Spires on the Sagrada Familia


What I'd like to call the "Gingerbread House" in Park Güell


A replica of Gaudí's statue "The Cosmos," from the Sagrada Familia. This is in the garden of the house turned-museum that Gaudí designed and where he lived while designing the park and for the last part of his life.
A shot of the Gaudí House/Museum that for some reason reminds me of Mom. Do you have something in the garden that looks like this? Or maybe it's just the plants?


The famous bench in Park Güell is most impressive up close, where you can see that each piece of the mosaic is unique. The details on the bench make it seem that Gaudí himself collected tiles from old furniture in garage sales and arranged them on this windy, organic structure. The other cool thing about this picture is that the two girls posing on the bench, although I didn't notice them when I took the picture, look just like my housemate Alison and I.


One last quirky image of Barcelona: This is a Cathedral/ Amusement Park at the top of the tallest peak surrounding the city. You can see this from Willie's apartment and I took the picture from Park Güell. If you look closely you can see the ferris wheel on the left and the rollercoaster circling the Cathedral. hmmm


Words I learned in Catalán:

-ganivet = knife
-pa = bread
-kalimocho = jesus juice = coke mixed with cheap red wine (probably not a catalán word, but I learned it in Barcelona)
-The numbers 1-10 but I can't spell them
-xiauxa (but I don't know if I spelled it correctly) = party
-Vull tornar = I want to go back

Saturday, October 24, 2009

Coming soon: Barcelona


Baby girl dancing in Park Güell, Barcelona

Monday, October 12, 2009

Some more from Granada

Flash flood- the dumpsters are floating down my street and the man in blue is up to his knees in water!

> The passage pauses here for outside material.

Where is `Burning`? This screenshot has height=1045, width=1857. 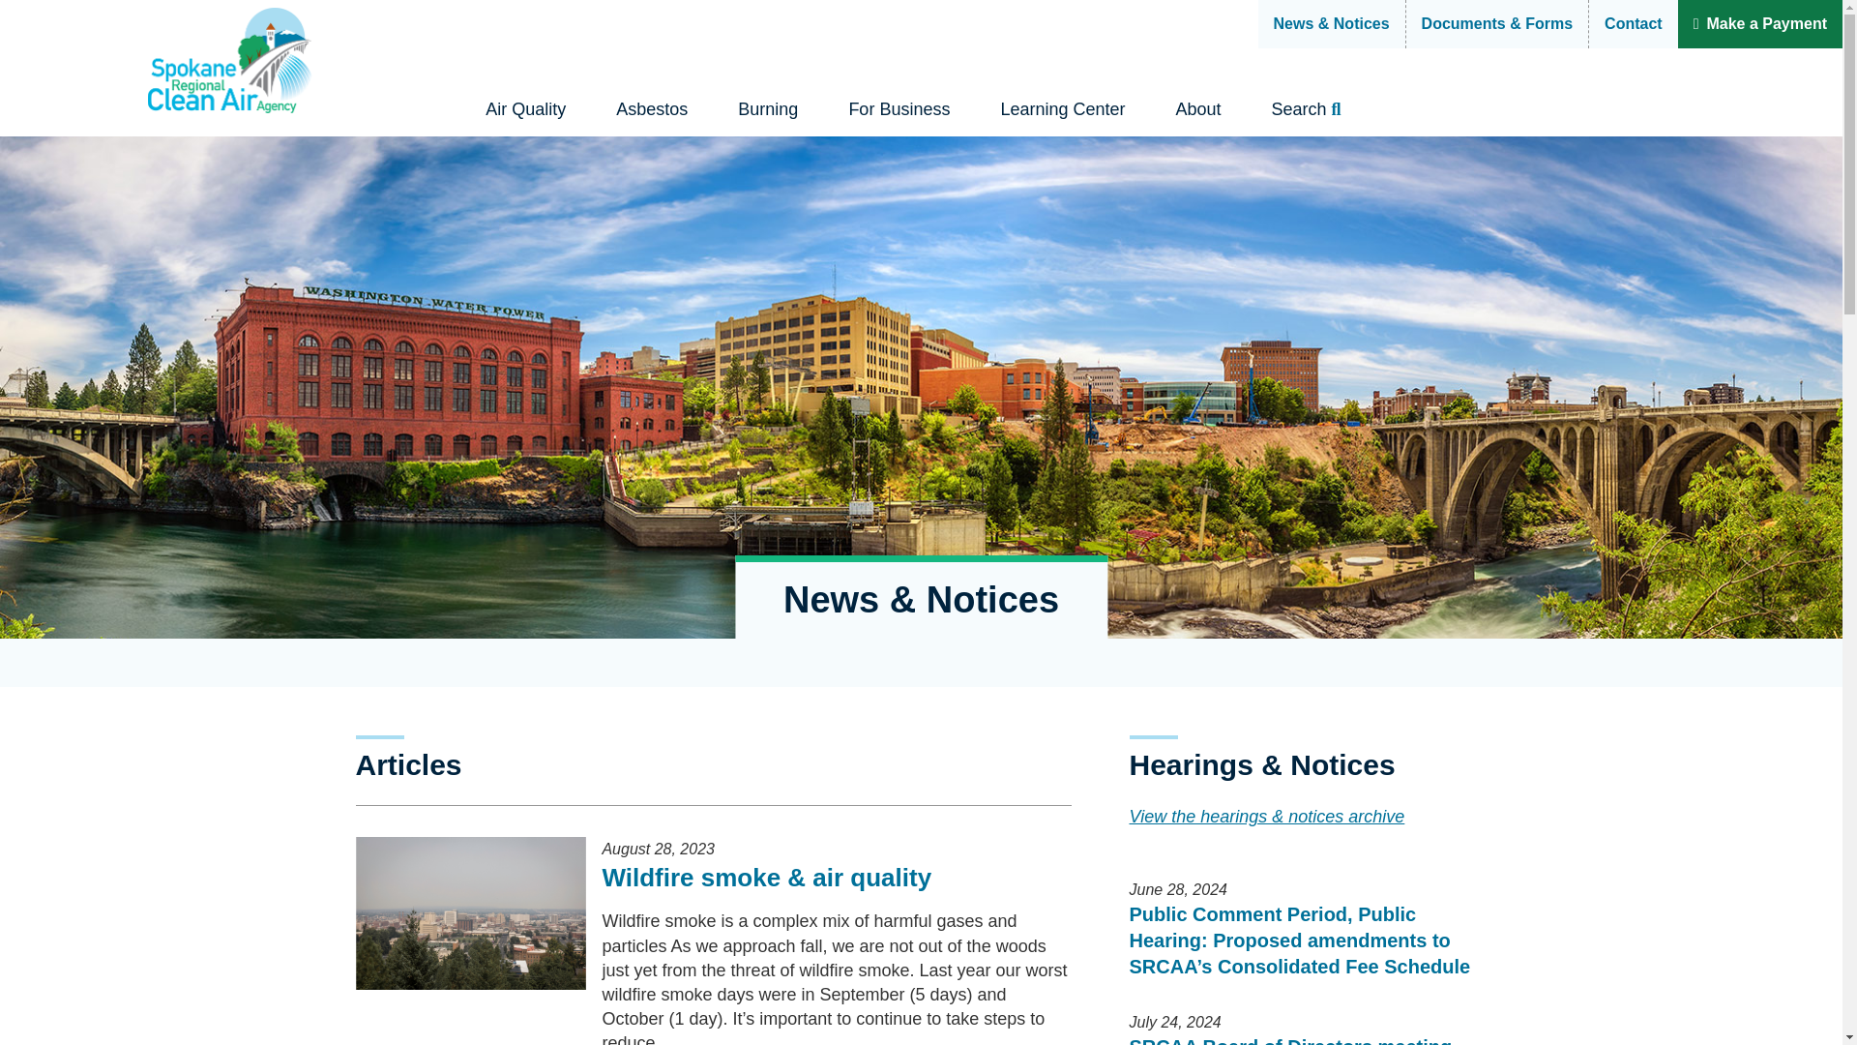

I'd like to introduce you to my housemates- here they are heckling at passerbys trying to wade through the flood on our street. From left to right: Alisson, biochemist from UCLA, Gelu from Sevilla, Ruben from Castilla La Mancha, Vittorio from Torino, Italy, and Caruso, whose real name is something like Marco, who doesn't actually pay rent but helps me clean up the kitchen a lot.
The view of Grananda from a street in the Albaicin.

Tuesday, October 6, 2009

My cool classes

Classes have begun and after two weeks of uncertainty, misunderstanding, nightmarish lines and missing the entire first day of class due to someone else´s incompetence, I am finally enrolled in my classes and am pretty sure they won´t be changing again. Here´s the list...

Introduction to Enology
Lactology
Food and Culture
History of Andalucia in the Modern Age
Jews in Spain.


Woohoo!!!

More soon about school, dinner parties, and my new housemates. This weekend I´m leaving for Barcelona with Taylor and will come back with lots of pictures of that too. Hopefully by then I´ll have internet access in my piso.

Monday, September 7, 2009

My first spanish dinner party

This is Joaquin, my language intercambio in Cadíz. He teaches at a primary school and has been learning English the past few years. Shirley and I spent two hours every weekday afternoon walking around Cadíz or sitting in cafés practicing Spanish and English with him. He is one of the most generous and friendly people I've met and a great friend I hope to keep in contact with.

This is Joaquin's wife, Francis, their best friend Miguel, and Francis' salmorejo.


Joaquin and Francis invited Shirley, Annie and I over for dinner and asked that I cooked (!!). So we met at 4, did lots of grocery shopping, and went home and had a party. I made cuban food, Annie made drinks, Joaquin made spanish tortilla, and Francis, the salmorejo.

After checking maybe 7 stores, we decided we'd have to make mojitos without limes. Annie got creative with grapefruit and oranges, and our cuban dinner was saved!


The menu: citrus-adobo chicken, black beans, tomatoes and rice.